Open Access: Global household energy model: a multivariate hierarchical approach to estimating trends in the use of polluting and clean fuels for cooking

Each week, we select a recently published Open Access article to feature. This week’s article comes from the Journal of the Royal Statistical Society: Series C and uses a multivariate hierarchical approach to estimate trends in the use of polluting and clean fuels for cooking. 
 
The article’s abstract is given below, with the full article available to read here.
 
Stoner, O., Shaddick, G., Economou, T., Gumy, S., Lewis, J., Lucio, I., Ruggeri, G. and Adair-Rohani, H. (2020), Global household energy model: a multivariate hierarchical approach to estimating trends in the use of polluting and clean fuels for cooking. J. R. Stat. Soc. C, 69: 815-839. https://doi.org/10.1111/rssc.12428
 
In 2017 an estimated 3 billion people used polluting fuels and technologies as their primary cooking solution, with 3.8 million deaths annually attributed to household exposure to the resulting fine particulate matter air pollution.
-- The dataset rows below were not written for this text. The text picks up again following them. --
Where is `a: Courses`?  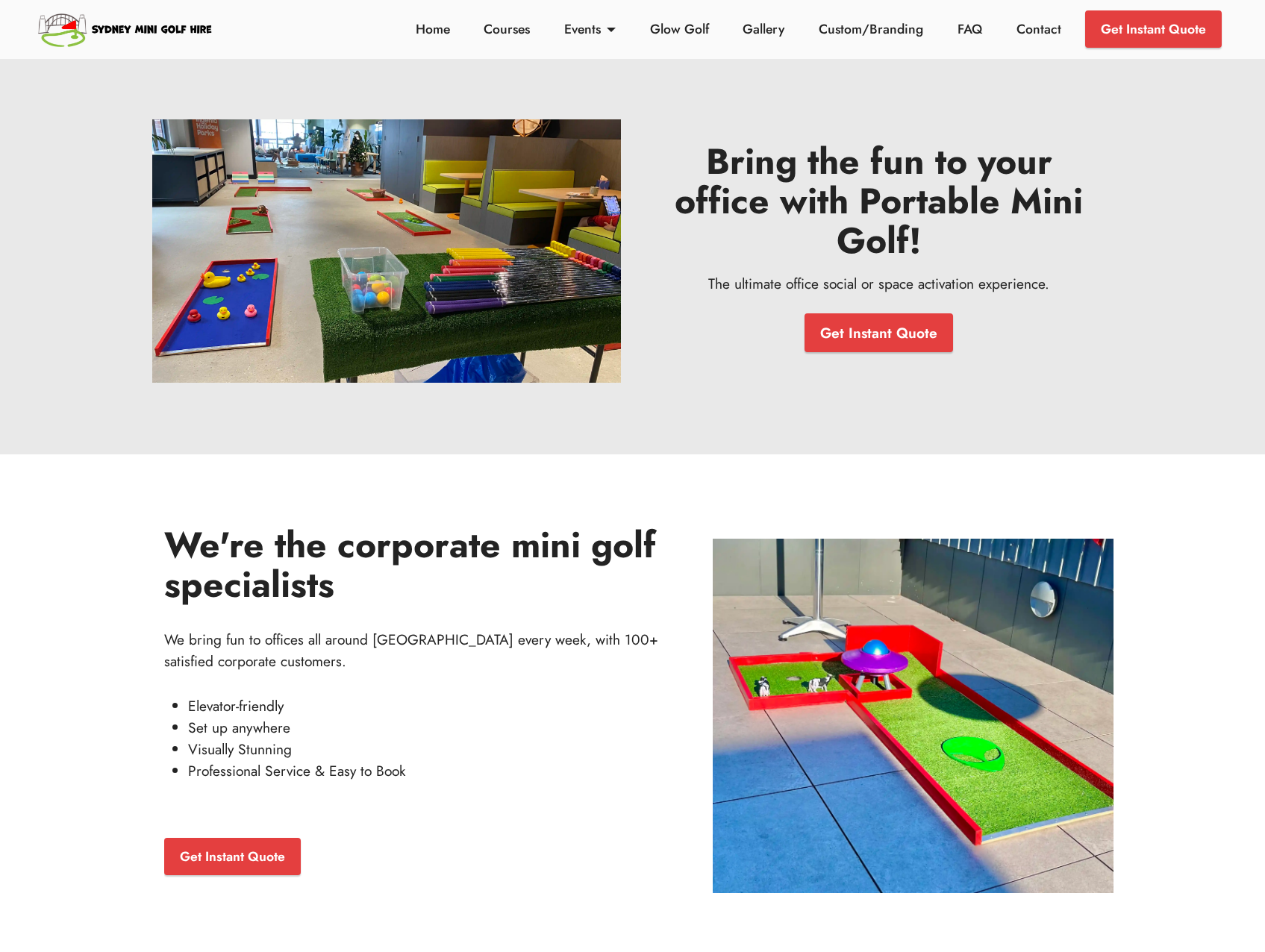
a: Courses is located at coordinates (507, 29).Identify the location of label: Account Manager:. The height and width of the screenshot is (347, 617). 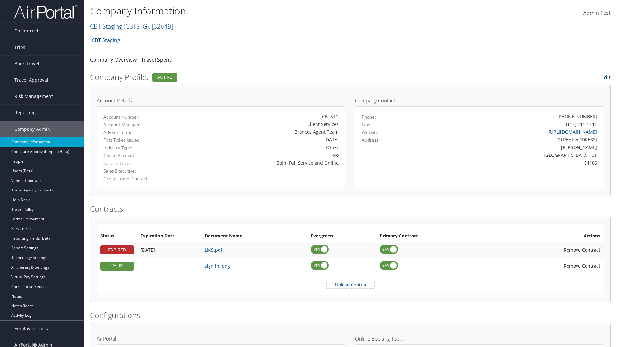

Currently, health burdens are calculated by using aggregations of fuel types, e.g. solid fuels, as country level estimates of the use of specific fuel types, e.g. wood and charcoal, are unavailable. To expand the knowledge base about effects of household air pollution on health, we develop and implement a novel Bayesian hierarchical model, based on generalized Dirichlet–multinomial distributions, that jointly estimates non-linear trends in the use of eight key fuel types, overcoming several data-specific challenges including missing or combined fuel use values. We assess model fit by using within-sample predictive analysis and an out-of-sample prediction experiment to evaluate the model’s forecasting performance.